Records from a data collection

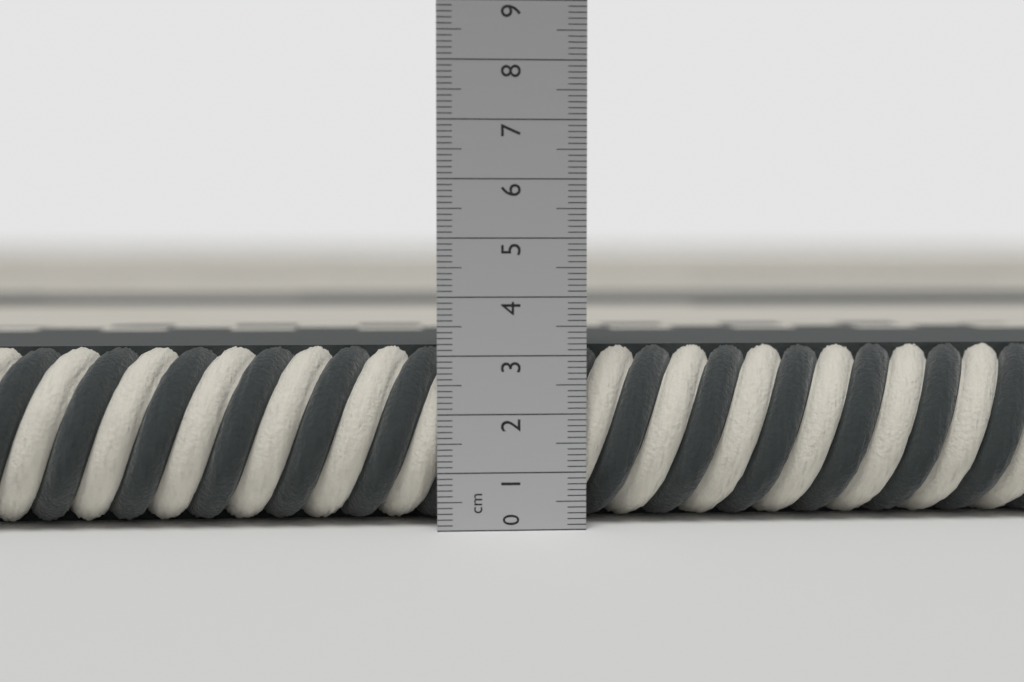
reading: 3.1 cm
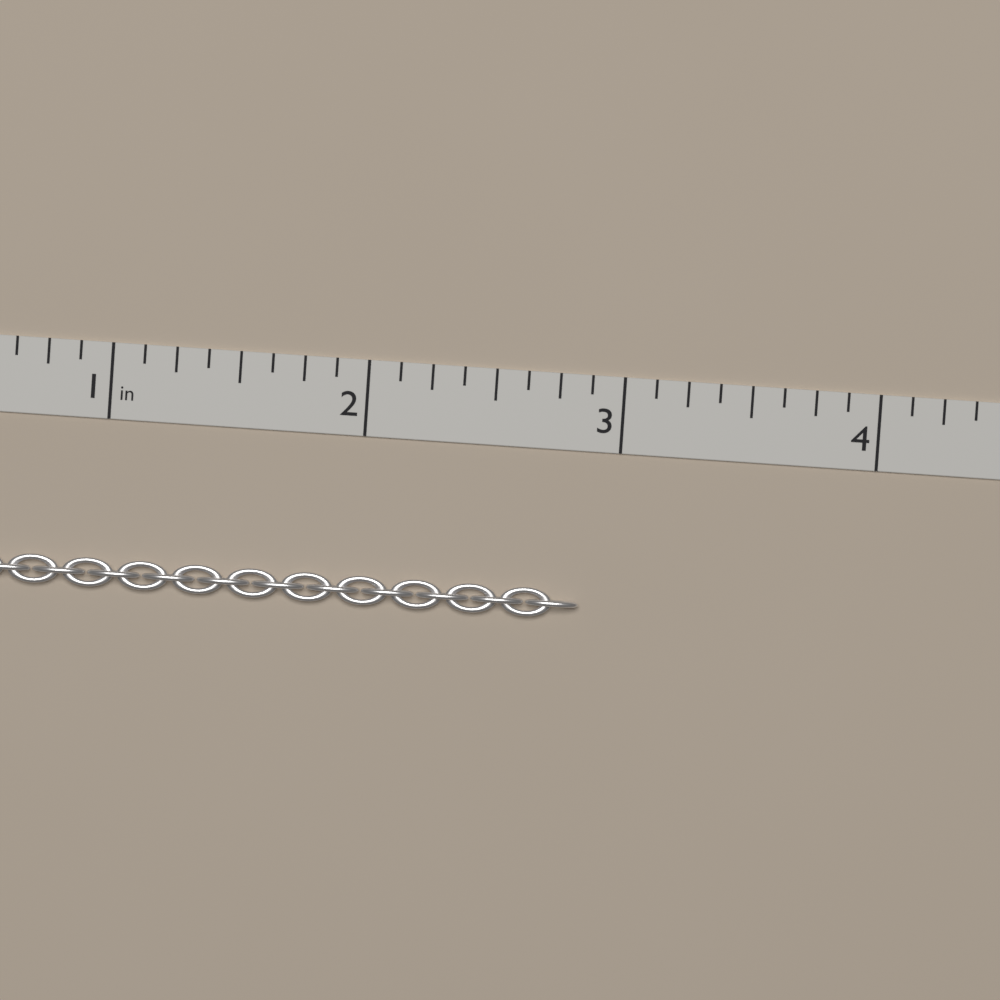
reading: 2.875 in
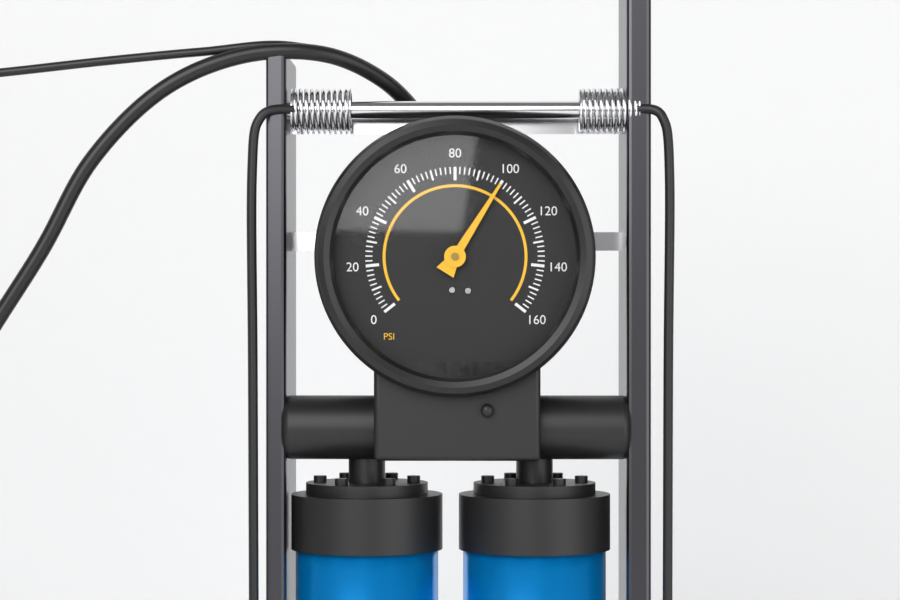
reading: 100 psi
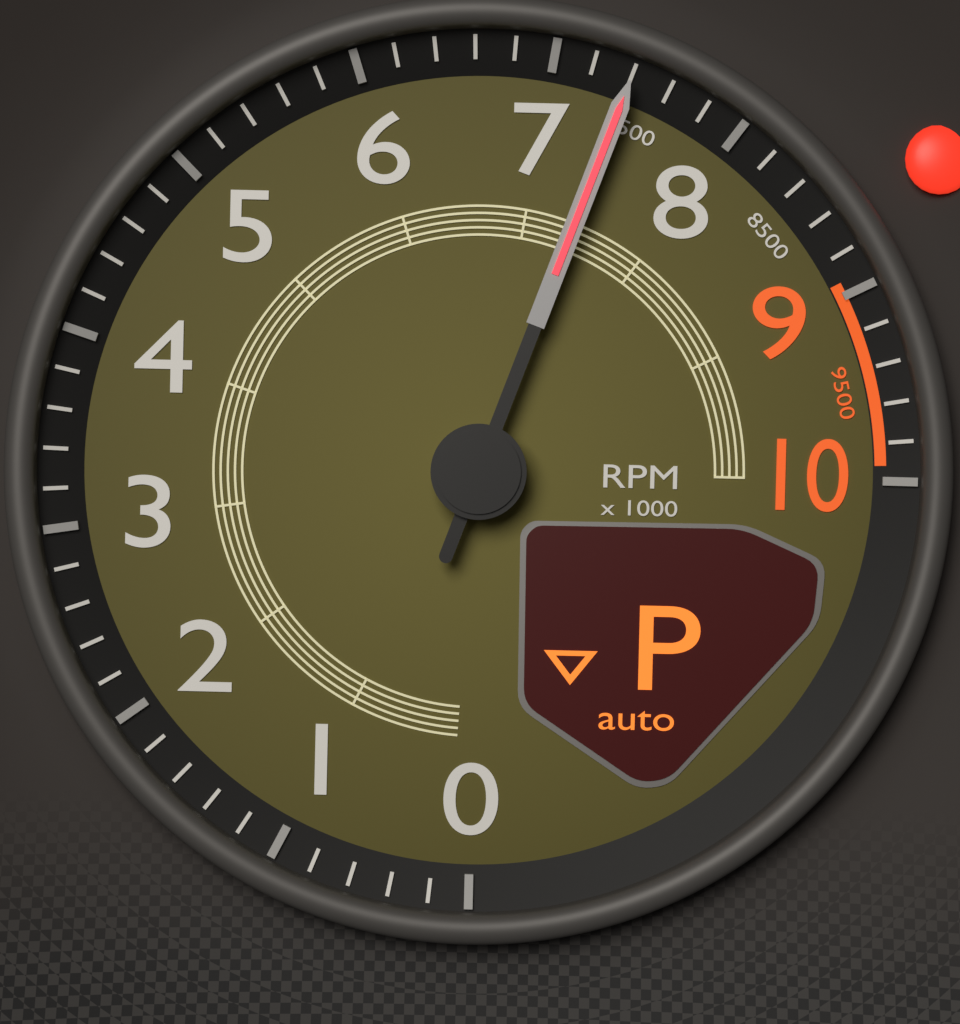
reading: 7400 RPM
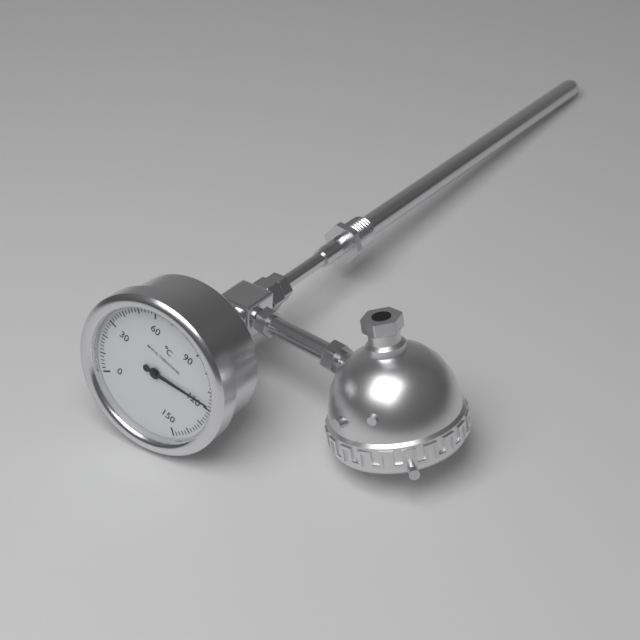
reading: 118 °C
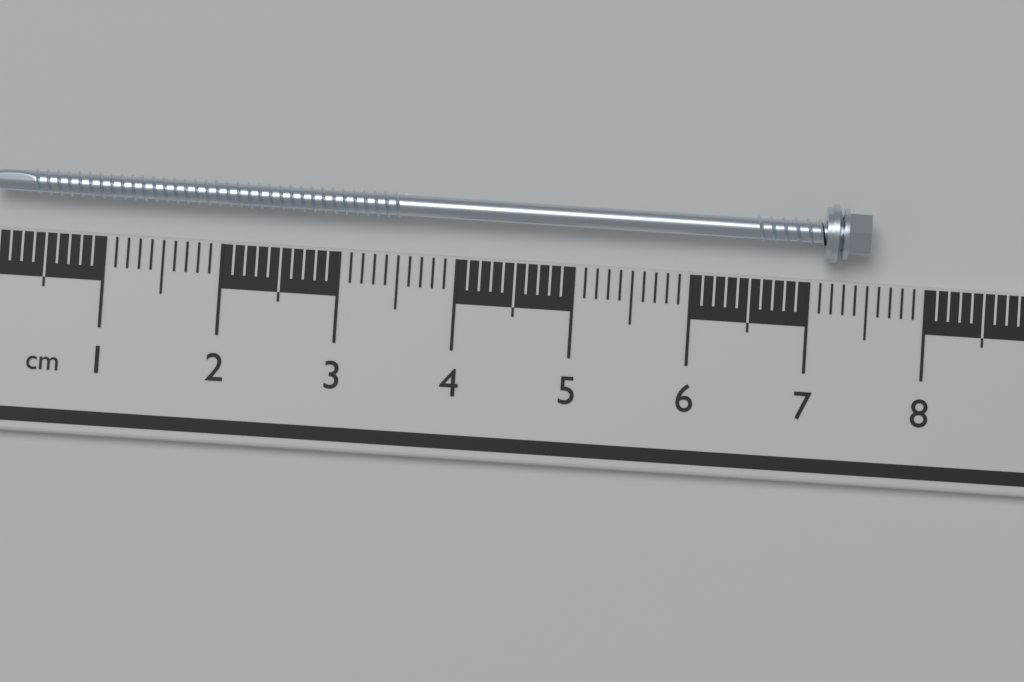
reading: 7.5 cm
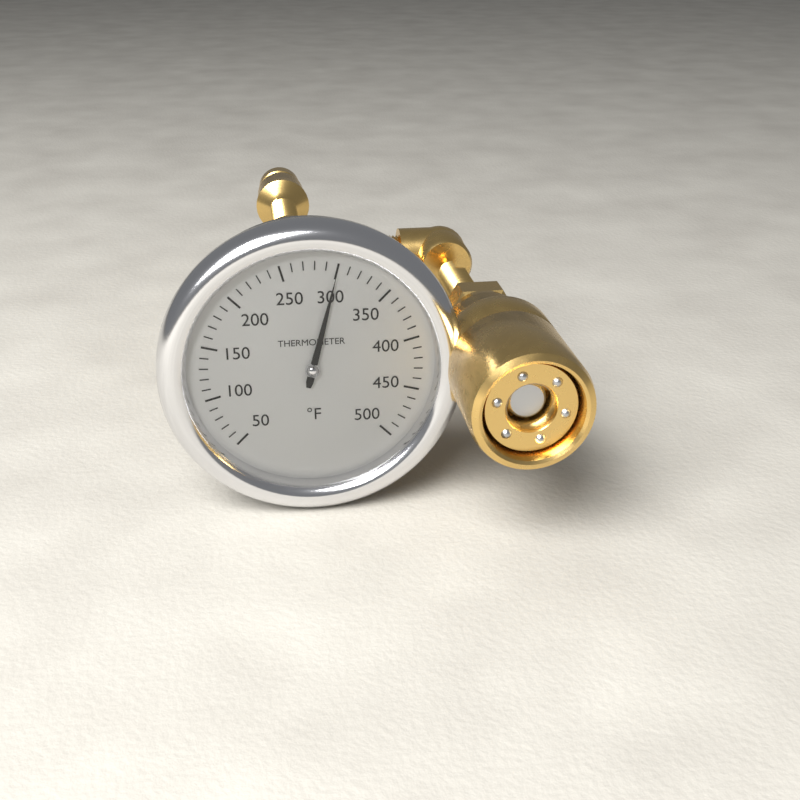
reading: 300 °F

What the task asks
Restate the records word for word and drop the images.

Your solution
reading: 3.1 cm
reading: 2.875 in
reading: 100 psi
reading: 7400 RPM
reading: 118 °C
reading: 7.5 cm
reading: 300 °F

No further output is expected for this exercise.